You wrote orchestrations for so many artists. What made you a fit for that type of writing?

I arrived at Berklee to teach just after I did the orchestrations for John McLaughlin’s Apocalypse album in 1973. It was very popular and attracted students to my classes. After hearing that album, Peter Gabriel called me for a project. After I arrived in Boston, I went right to Electric Lady Studios in New York to work with Stanley Clarke based on what he had heard of the McLaughlin album. But jazz fusion all began with Gary Burton’s early albums with Larry Coryell. By Gary asking me to write for them, I became part of that music. I’m labeled as a fusion musician, but that was never my intention, it just came out that way.

Has your approach to writing music changed over the years?
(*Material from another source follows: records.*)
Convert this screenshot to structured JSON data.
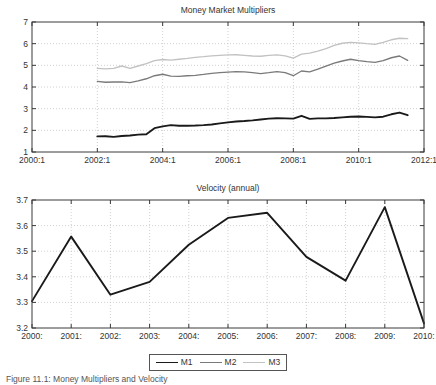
{
  "figure": {
    "caption": "Figure 11.1: Money Multipliers and Velocity"
  },
  "legend": {
    "items": [
      {
        "label": "M1",
        "color": "#1a1a1a",
        "width": 1.9
      },
      {
        "label": "M2",
        "color": "#7a7a7a",
        "width": 1.4
      },
      {
        "label": "M3",
        "color": "#c2c2c2",
        "width": 1.4
      }
    ]
  },
  "chart_data": [
    {
      "type": "line",
      "title": "Money Market Multipliers",
      "xlabel": "",
      "ylabel": "",
      "grid": true,
      "legend_position": "below-figure",
      "xlim": [
        2000.0,
        2012.0
      ],
      "ylim": [
        1,
        7
      ],
      "yticks": [
        1,
        2,
        3,
        4,
        5,
        6,
        7
      ],
      "xticks": [
        2000.0,
        2002.0,
        2004.0,
        2006.0,
        2008.0,
        2010.0,
        2012.0
      ],
      "xticklabels": [
        "2000:1",
        "2002:1",
        "2004:1",
        "2006:1",
        "2008:1",
        "2010:1",
        "2012:1"
      ],
      "series": [
        {
          "name": "M1",
          "color": "#1a1a1a",
          "x": [
            2002.0,
            2002.25,
            2002.5,
            2002.75,
            2003.0,
            2003.25,
            2003.5,
            2003.75,
            2004.0,
            2004.25,
            2004.5,
            2004.75,
            2005.0,
            2005.25,
            2005.5,
            2005.75,
            2006.0,
            2006.25,
            2006.5,
            2006.75,
            2007.0,
            2007.25,
            2007.5,
            2007.75,
            2008.0,
            2008.25,
            2008.5,
            2008.75,
            2009.0,
            2009.25,
            2009.5,
            2009.75,
            2010.0,
            2010.25,
            2010.5,
            2010.75,
            2011.0,
            2011.25,
            2011.5
          ],
          "values": [
            1.72,
            1.73,
            1.7,
            1.74,
            1.76,
            1.8,
            1.82,
            2.1,
            2.18,
            2.24,
            2.21,
            2.21,
            2.22,
            2.24,
            2.27,
            2.32,
            2.37,
            2.41,
            2.43,
            2.46,
            2.5,
            2.54,
            2.56,
            2.55,
            2.54,
            2.67,
            2.53,
            2.55,
            2.55,
            2.57,
            2.6,
            2.63,
            2.64,
            2.62,
            2.6,
            2.63,
            2.74,
            2.82,
            2.7
          ]
        },
        {
          "name": "M2",
          "color": "#7a7a7a",
          "x": [
            2002.0,
            2002.25,
            2002.5,
            2002.75,
            2003.0,
            2003.25,
            2003.5,
            2003.75,
            2004.0,
            2004.25,
            2004.5,
            2004.75,
            2005.0,
            2005.25,
            2005.5,
            2005.75,
            2006.0,
            2006.25,
            2006.5,
            2006.75,
            2007.0,
            2007.25,
            2007.5,
            2007.75,
            2008.0,
            2008.25,
            2008.5,
            2008.75,
            2009.0,
            2009.25,
            2009.5,
            2009.75,
            2010.0,
            2010.25,
            2010.5,
            2010.75,
            2011.0,
            2011.25,
            2011.5
          ],
          "values": [
            4.26,
            4.22,
            4.23,
            4.24,
            4.2,
            4.28,
            4.38,
            4.52,
            4.59,
            4.5,
            4.49,
            4.52,
            4.54,
            4.58,
            4.63,
            4.66,
            4.69,
            4.71,
            4.7,
            4.66,
            4.62,
            4.66,
            4.71,
            4.66,
            4.52,
            4.74,
            4.7,
            4.82,
            4.96,
            5.1,
            5.2,
            5.28,
            5.22,
            5.17,
            5.14,
            5.22,
            5.35,
            5.43,
            5.23
          ]
        },
        {
          "name": "M3",
          "color": "#c2c2c2",
          "x": [
            2002.0,
            2002.25,
            2002.5,
            2002.75,
            2003.0,
            2003.25,
            2003.5,
            2003.75,
            2004.0,
            2004.25,
            2004.5,
            2004.75,
            2005.0,
            2005.25,
            2005.5,
            2005.75,
            2006.0,
            2006.25,
            2006.5,
            2006.75,
            2007.0,
            2007.25,
            2007.5,
            2007.75,
            2008.0,
            2008.25,
            2008.5,
            2008.75,
            2009.0,
            2009.25,
            2009.5,
            2009.75,
            2010.0,
            2010.25,
            2010.5,
            2010.75,
            2011.0,
            2011.25,
            2011.5
          ],
          "values": [
            4.86,
            4.84,
            4.86,
            4.97,
            4.86,
            4.97,
            5.08,
            5.22,
            5.27,
            5.24,
            5.28,
            5.32,
            5.37,
            5.4,
            5.44,
            5.46,
            5.48,
            5.49,
            5.46,
            5.43,
            5.42,
            5.46,
            5.48,
            5.44,
            5.33,
            5.52,
            5.56,
            5.66,
            5.77,
            5.92,
            6.02,
            6.06,
            6.04,
            6.0,
            5.97,
            6.06,
            6.18,
            6.25,
            6.23
          ]
        }
      ]
    },
    {
      "type": "line",
      "title": "Velocity (annual)",
      "xlabel": "",
      "ylabel": "",
      "grid": true,
      "xlim": [
        2000,
        2010
      ],
      "ylim": [
        3.2,
        3.7
      ],
      "yticks": [
        3.2,
        3.3,
        3.4,
        3.5,
        3.6,
        3.7
      ],
      "yticklabels": [
        "3.2",
        "3.3",
        "3.4",
        "3.5",
        "3.6",
        "3.7"
      ],
      "xticks": [
        2000,
        2001,
        2002,
        2003,
        2004,
        2005,
        2006,
        2007,
        2008,
        2009,
        2010
      ],
      "xticklabels": [
        "2000:",
        "2001:",
        "2002:",
        "2003:",
        "2004:",
        "2005:",
        "2006:",
        "2007:",
        "2008:",
        "2009:",
        "2010:"
      ],
      "series": [
        {
          "name": "M1",
          "color": "#1a1a1a",
          "x": [
            2000,
            2001,
            2002,
            2003,
            2004,
            2005,
            2006,
            2007,
            2008,
            2009,
            2010
          ],
          "values": [
            3.305,
            3.557,
            3.33,
            3.38,
            3.525,
            3.63,
            3.65,
            3.478,
            3.385,
            3.672,
            3.218
          ]
        }
      ]
    }
  ]
}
I’ve always applied the same process. My goal was always to search to the end of my own envelope and do my best regardless of what the music was. The degree to which I could push the envelope was different from movies to pop music to my own jazz. On the projects I did with [producer] Narada Michael Walden, I knew not to go too far out of bounds. I have listened to Debussy for years, and at the end of La Mer, he wrote the highest A-flat I had ever heard in classical music. It’s an octave above the A-flat on the fourth ledger line above the treble staff. Narada asked me to work on a piece in A-flat and I couldn’t resist putting that note in the strings two times. After we listened back, Narada looked at me as if to say, “What are you doing?” I told him I’d never recorded a double A-flat in any of my repertoire. He took one out and left the other in for me. I thought that was a sweet gesture.

On October 19, Berklee will host a concert that will hearken back to your concerts at Berklee in the 1970s. Will it represent music from different periods in your life?

It will. I have a list of pieces I am drawing from. One or two of them will be from that original Only Chrome-Waterfall Orchestra concert from May 1975. Susan and Lee Berk [former Berklee president] attended that concert as their first date, and Susan has commissioned me to write a fanfare for the concert.

Ti Muntarbhorn [’80] is organizing logistics for the concert in Boston. Greg Hopkins will rehearse a band made up of Berklee students and faculty members. Bill Frisell [’77], Gary Burton, and Jim Odgren [’75] will be guest soloists. I plan to spend two weeks in Boston so I can go to the rehearsals. I also want to see people from my days in Boston.